Just consider how utterly stupid and idiotic conservatives seem to serious Democrats when they smugly tell each other that progressives and Democrats are all really “fascists” because they support a variety of mild social-democratic polices. Within their closed ideological bubble the conservatives feel quite certain that they have achieved a deep psychological insight by recognizing that latent Adolph Hitlers lie just beneath the surface of everyone from Teddy Kennedy to Robert Redford and Jane Goodall. They actually sit around and pat themselves on the back for their penetrating aptitude at psychological analysis.
This is exactly how stupid progressives and Democrats appear to culturally conservative Americans when they label as “racism” beliefs that these Americans know are in reality vastly different and more complex. It makes Democrats appear to be trapped in a smug, self-satisfied ideological bubble just as pathetic as the fevered alternative universe of the delusional right.

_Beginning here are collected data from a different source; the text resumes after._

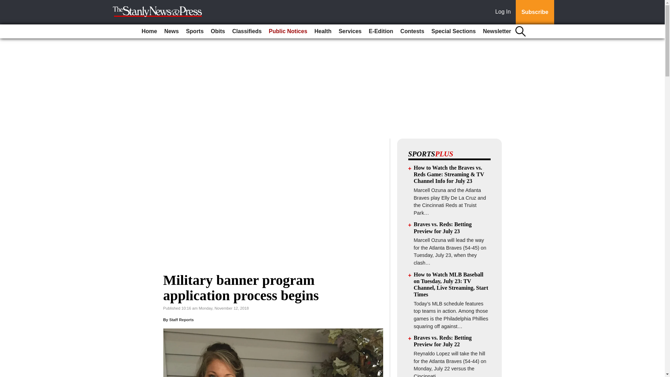  I want to click on E-Edition, so click(381, 31).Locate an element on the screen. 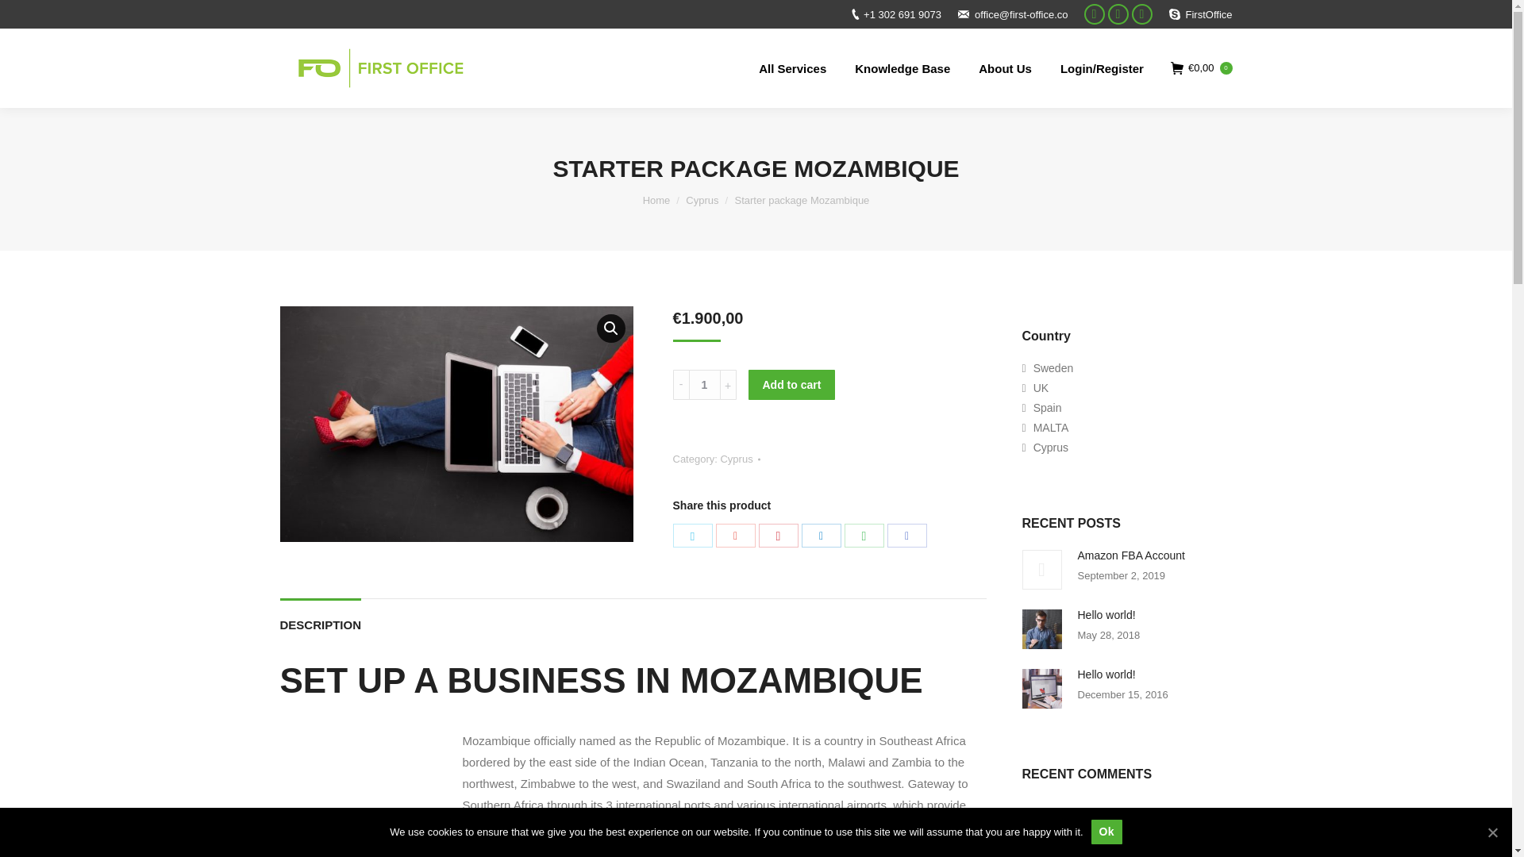 The width and height of the screenshot is (1524, 857). Knowledge Base is located at coordinates (903, 68). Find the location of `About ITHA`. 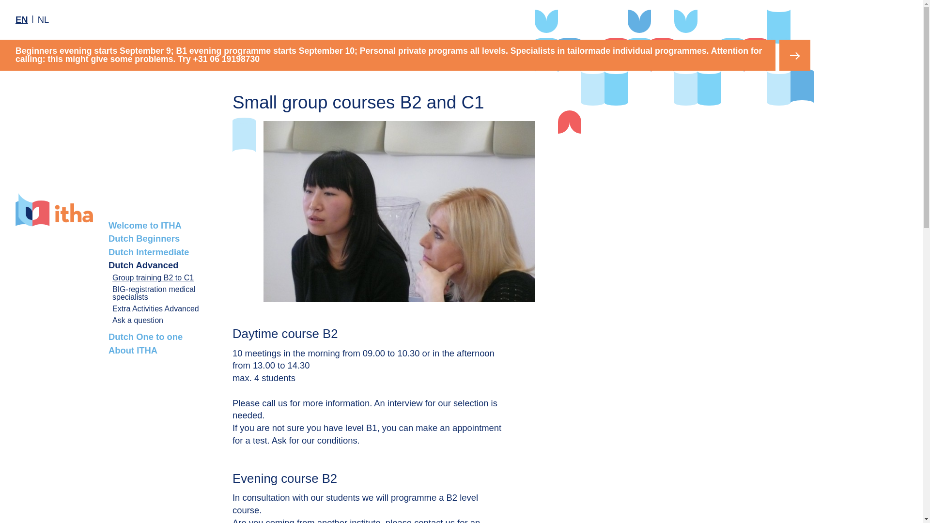

About ITHA is located at coordinates (163, 350).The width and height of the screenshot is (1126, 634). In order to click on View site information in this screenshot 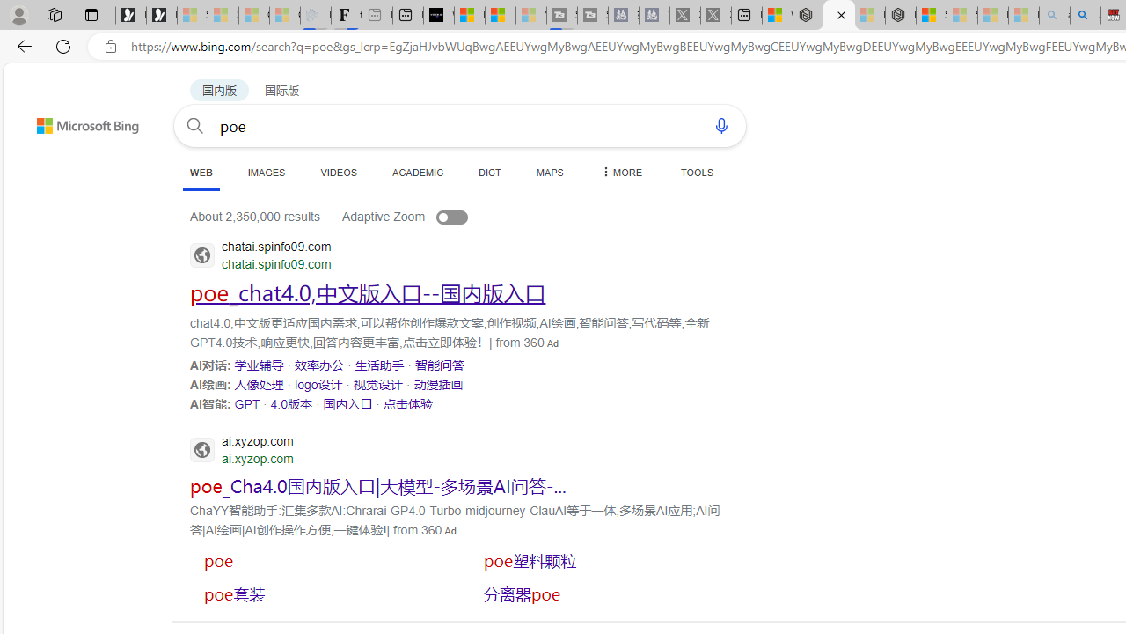, I will do `click(111, 47)`.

Let’s be clear. This is not the same as saying that genuine anti-black racism doesn’t exist. It most certainly does. It extends far beyond the “official” racist websites and organizations to significant sectors of the Deep South Republican Party that are still in thrall to segregation-era political dynasties. In addition, many fundamentally racist attitudes – such as the 1970’s-1980’s notion that all Blacks were “welfare cheaters too lazy to work” — have been transferred onto Mexican and other Latino immigrants – supporting the idea that they come to the US to freeload off welfare, for example. Specifically anti-Black Racism is also alive and well –just look at the myths about Blacks causing the housing crisis or that portray ACORN as a cross between the New Jersey mafia and the Nazi Gestapo — but this racism not at all subtle, subliminal or covert. It’s a definable and measurable social reality.
The reality is that the threat Obama poses to the world and culture of the protesters and the wider circle of people who sympathize with them is far more extensive and profound than any “hate whitey” bias or goal of advancing African-American interests against those of whites. Obama’s America is multiracial and multicultural. It is young, educated, urban and tolerant. The “real America” of the protesters, in contrast, is culturally conservative, racially homogeneous, small town and stubbornly committed to traditional views. The extremism and desperation with which the protesters threaten to literally secede from the union or launch a violent revolution to restore the lost “real America” paradise of the past is a measure of how deeply they sense that in the long run the odds are stacked against them.
It is easy to view the demand to “give me back my country” as nothing more than a racist resistance to a Black chief executive. But it is not. The protesters real enemy is the complex and uncertain multiracial and globalized future that Obama represents and which they desperately wish to hold at bay.